Actually, it is the way that Rob's DACs handle plain-old vanilla Redbook recordings that most surprised me - they sound foot-tappingly good in a way that had me scratching my head! LOL
+2^16...
Working as an audio designer is a lot of fun - my working day is just playing at my hobby (so my wife tells me). But there is a lot of slog - I can spend 9 months on coding, and when I come to listen to it I get just a small (and expected) improvement in sound quality. But I am cool with that, Rome wasn't built in a day and big things happen with lots of tiny steps. But when I am doing a listening test I have specific expectations - like improving noise floor modulation will make it sound smoother for example - so I build up detailed expectation of what the changes will bring.
Not so when I first heard the Hugo/Mojo code.
Now I had spent a lot of effort reducing RF noise, improving jitter performance, for the internal interpolators within the DAC. And I was expecting it to sound a bit smoother and more natural. There were also other improvements I had made, but I was not expecting much change over the Qute DAC which Hugo was most like as it had the same 4e pulse array DAC.
But hearing the new code was by far the biggest unexpected change in sound quality I have ever experienced - now it wasn't about the normal things we talk about - instrument separation, details, sound-stage etc - but the way that you could engage with the music - toe tapping, being able to hear the way instruments "talk" to one another, just being able to forget about the sound and simply enjoy the music. I simply had not had that engagement with music before.
Obviously, I was very excited about the musicality improvements, but I just had no idea where and why I was getting this big change - so it was extremely puzzling, as it identified a big hole in my knowledge. But that's where as a designer things get very exciting, as I work primarily to get better sound through understanding what is going on.
Eventually, with the Dave project, I got to understand what I had accidentally stumbled upon. What was really weird was that from an engineering perspective we are talking about very subtle things - very small improvements in the accuracy of timing as the signal goes from sampled data back to a continuous analogue signal. But these tiny changes, to me at least, have a profound way of how I enjoy music.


▶ _WORK INSTRUCTIONS_
Each entry should be printed exactly, with its images omitted.

▶ _DATA SECTION_
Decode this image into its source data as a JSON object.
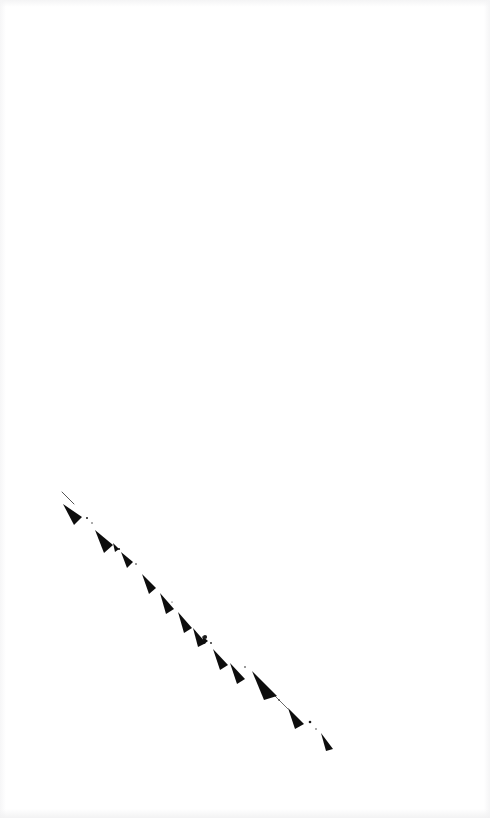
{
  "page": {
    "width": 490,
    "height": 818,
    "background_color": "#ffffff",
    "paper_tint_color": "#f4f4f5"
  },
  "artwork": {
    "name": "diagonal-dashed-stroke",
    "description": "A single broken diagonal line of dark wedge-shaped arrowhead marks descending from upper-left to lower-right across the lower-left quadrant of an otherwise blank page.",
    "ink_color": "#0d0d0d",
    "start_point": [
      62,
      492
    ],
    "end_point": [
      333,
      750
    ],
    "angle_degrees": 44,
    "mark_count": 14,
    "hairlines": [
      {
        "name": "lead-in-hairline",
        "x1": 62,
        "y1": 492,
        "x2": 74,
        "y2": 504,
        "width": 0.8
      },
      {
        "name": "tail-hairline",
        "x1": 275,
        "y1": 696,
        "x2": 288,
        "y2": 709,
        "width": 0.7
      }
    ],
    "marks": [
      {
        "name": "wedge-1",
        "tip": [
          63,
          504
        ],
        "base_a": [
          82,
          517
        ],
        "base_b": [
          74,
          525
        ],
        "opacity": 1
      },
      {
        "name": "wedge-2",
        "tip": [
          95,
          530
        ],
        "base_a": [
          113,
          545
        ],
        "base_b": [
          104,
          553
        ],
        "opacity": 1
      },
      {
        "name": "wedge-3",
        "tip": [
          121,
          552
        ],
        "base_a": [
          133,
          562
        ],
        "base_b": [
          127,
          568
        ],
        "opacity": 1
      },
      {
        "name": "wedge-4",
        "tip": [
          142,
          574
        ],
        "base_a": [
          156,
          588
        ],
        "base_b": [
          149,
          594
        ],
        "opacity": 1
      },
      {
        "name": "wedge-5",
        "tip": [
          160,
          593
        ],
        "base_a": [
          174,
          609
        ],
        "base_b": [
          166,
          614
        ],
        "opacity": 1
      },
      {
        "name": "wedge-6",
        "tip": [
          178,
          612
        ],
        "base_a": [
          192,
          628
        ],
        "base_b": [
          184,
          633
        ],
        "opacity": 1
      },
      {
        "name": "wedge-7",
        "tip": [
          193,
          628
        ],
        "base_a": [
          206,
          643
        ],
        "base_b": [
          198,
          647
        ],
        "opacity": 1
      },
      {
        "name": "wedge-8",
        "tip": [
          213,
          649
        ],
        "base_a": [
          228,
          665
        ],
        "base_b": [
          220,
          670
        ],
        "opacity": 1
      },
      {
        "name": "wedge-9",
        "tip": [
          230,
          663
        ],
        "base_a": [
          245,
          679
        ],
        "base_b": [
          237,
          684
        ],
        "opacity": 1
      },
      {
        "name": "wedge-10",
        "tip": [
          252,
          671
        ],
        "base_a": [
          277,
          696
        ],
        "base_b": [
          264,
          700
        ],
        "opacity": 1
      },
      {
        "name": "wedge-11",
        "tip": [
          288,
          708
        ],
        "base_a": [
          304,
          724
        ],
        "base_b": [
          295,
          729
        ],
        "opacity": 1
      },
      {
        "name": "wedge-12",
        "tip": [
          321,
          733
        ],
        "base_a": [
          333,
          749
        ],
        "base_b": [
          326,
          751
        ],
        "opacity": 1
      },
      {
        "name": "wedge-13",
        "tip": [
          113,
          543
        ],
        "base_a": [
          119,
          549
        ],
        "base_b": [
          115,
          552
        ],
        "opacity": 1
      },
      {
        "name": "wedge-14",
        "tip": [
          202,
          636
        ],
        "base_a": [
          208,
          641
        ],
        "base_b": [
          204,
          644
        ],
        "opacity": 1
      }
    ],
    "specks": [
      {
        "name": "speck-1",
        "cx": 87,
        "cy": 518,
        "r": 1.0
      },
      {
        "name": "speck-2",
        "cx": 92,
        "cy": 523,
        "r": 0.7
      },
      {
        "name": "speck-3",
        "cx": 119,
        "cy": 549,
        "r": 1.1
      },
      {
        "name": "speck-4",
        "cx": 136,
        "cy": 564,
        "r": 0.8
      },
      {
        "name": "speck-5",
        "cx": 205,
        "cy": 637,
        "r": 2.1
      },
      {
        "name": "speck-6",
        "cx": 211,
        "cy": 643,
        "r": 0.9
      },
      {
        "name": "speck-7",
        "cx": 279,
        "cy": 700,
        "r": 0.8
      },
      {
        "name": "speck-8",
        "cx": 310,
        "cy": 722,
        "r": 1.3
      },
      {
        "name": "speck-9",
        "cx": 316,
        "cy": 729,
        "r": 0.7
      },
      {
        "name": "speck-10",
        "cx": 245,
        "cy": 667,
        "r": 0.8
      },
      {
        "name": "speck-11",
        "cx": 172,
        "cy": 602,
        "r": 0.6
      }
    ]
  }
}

▶ _WRITTEN RESPONSE_
Decode this image into its source data as a JSON object.
{
  "page": {
    "width": 490,
    "height": 818,
    "background_color": "#ffffff",
    "paper_tint_color": "#f4f4f5"
  },
  "artwork": {
    "name": "diagonal-dashed-stroke",
    "description": "A single broken diagonal line of dark wedge-shaped arrowhead marks descending from upper-left to lower-right across the lower-left quadrant of an otherwise blank page.",
    "ink_color": "#0d0d0d",
    "start_point": [
      62,
      492
    ],
    "end_point": [
      333,
      750
    ],
    "angle_degrees": 44,
    "mark_count": 14,
    "hairlines": [
      {
        "name": "lead-in-hairline",
        "x1": 62,
        "y1": 492,
        "x2": 74,
        "y2": 504,
        "width": 0.8
      },
      {
        "name": "tail-hairline",
        "x1": 275,
        "y1": 696,
        "x2": 288,
        "y2": 709,
        "width": 0.7
      }
    ],
    "marks": [
      {
        "name": "wedge-1",
        "tip": [
          63,
          504
        ],
        "base_a": [
          82,
          517
        ],
        "base_b": [
          74,
          525
        ],
        "opacity": 1
      },
      {
        "name": "wedge-2",
        "tip": [
          95,
          530
        ],
        "base_a": [
          113,
          545
        ],
        "base_b": [
          104,
          553
        ],
        "opacity": 1
      },
      {
        "name": "wedge-3",
        "tip": [
          121,
          552
        ],
        "base_a": [
          133,
          562
        ],
        "base_b": [
          127,
          568
        ],
        "opacity": 1
      },
      {
        "name": "wedge-4",
        "tip": [
          142,
          574
        ],
        "base_a": [
          156,
          588
        ],
        "base_b": [
          149,
          594
        ],
        "opacity": 1
      },
      {
        "name": "wedge-5",
        "tip": [
          160,
          593
        ],
        "base_a": [
          174,
          609
        ],
        "base_b": [
          166,
          614
        ],
        "opacity": 1
      },
      {
        "name": "wedge-6",
        "tip": [
          178,
          612
        ],
        "base_a": [
          192,
          628
        ],
        "base_b": [
          184,
          633
        ],
        "opacity": 1
      },
      {
        "name": "wedge-7",
        "tip": [
          193,
          628
        ],
        "base_a": [
          206,
          643
        ],
        "base_b": [
          198,
          647
        ],
        "opacity": 1
      },
      {
        "name": "wedge-8",
        "tip": [
          213,
          649
        ],
        "base_a": [
          228,
          665
        ],
        "base_b": [
          220,
          670
        ],
        "opacity": 1
      },
      {
        "name": "wedge-9",
        "tip": [
          230,
          663
        ],
        "base_a": [
          245,
          679
        ],
        "base_b": [
          237,
          684
        ],
        "opacity": 1
      },
      {
        "name": "wedge-10",
        "tip": [
          252,
          671
        ],
        "base_a": [
          277,
          696
        ],
        "base_b": [
          264,
          700
        ],
        "opacity": 1
      },
      {
        "name": "wedge-11",
        "tip": [
          288,
          708
        ],
        "base_a": [
          304,
          724
        ],
        "base_b": [
          295,
          729
        ],
        "opacity": 1
      },
      {
        "name": "wedge-12",
        "tip": [
          321,
          733
        ],
        "base_a": [
          333,
          749
        ],
        "base_b": [
          326,
          751
        ],
        "opacity": 1
      },
      {
        "name": "wedge-13",
        "tip": [
          113,
          543
        ],
        "base_a": [
          119,
          549
        ],
        "base_b": [
          115,
          552
        ],
        "opacity": 1
      },
      {
        "name": "wedge-14",
        "tip": [
          202,
          636
        ],
        "base_a": [
          208,
          641
        ],
        "base_b": [
          204,
          644
        ],
        "opacity": 1
      }
    ],
    "specks": [
      {
        "name": "speck-1",
        "cx": 87,
        "cy": 518,
        "r": 1.0
      },
      {
        "name": "speck-2",
        "cx": 92,
        "cy": 523,
        "r": 0.7
      },
      {
        "name": "speck-3",
        "cx": 119,
        "cy": 549,
        "r": 1.1
      },
      {
        "name": "speck-4",
        "cx": 136,
        "cy": 564,
        "r": 0.8
      },
      {
        "name": "speck-5",
        "cx": 205,
        "cy": 637,
        "r": 2.1
      },
      {
        "name": "speck-6",
        "cx": 211,
        "cy": 643,
        "r": 0.9
      },
      {
        "name": "speck-7",
        "cx": 279,
        "cy": 700,
        "r": 0.8
      },
      {
        "name": "speck-8",
        "cx": 310,
        "cy": 722,
        "r": 1.3
      },
      {
        "name": "speck-9",
        "cx": 316,
        "cy": 729,
        "r": 0.7
      },
      {
        "name": "speck-10",
        "cx": 245,
        "cy": 667,
        "r": 0.8
      },
      {
        "name": "speck-11",
        "cx": 172,
        "cy": 602,
        "r": 0.6
      }
    ]
  }
}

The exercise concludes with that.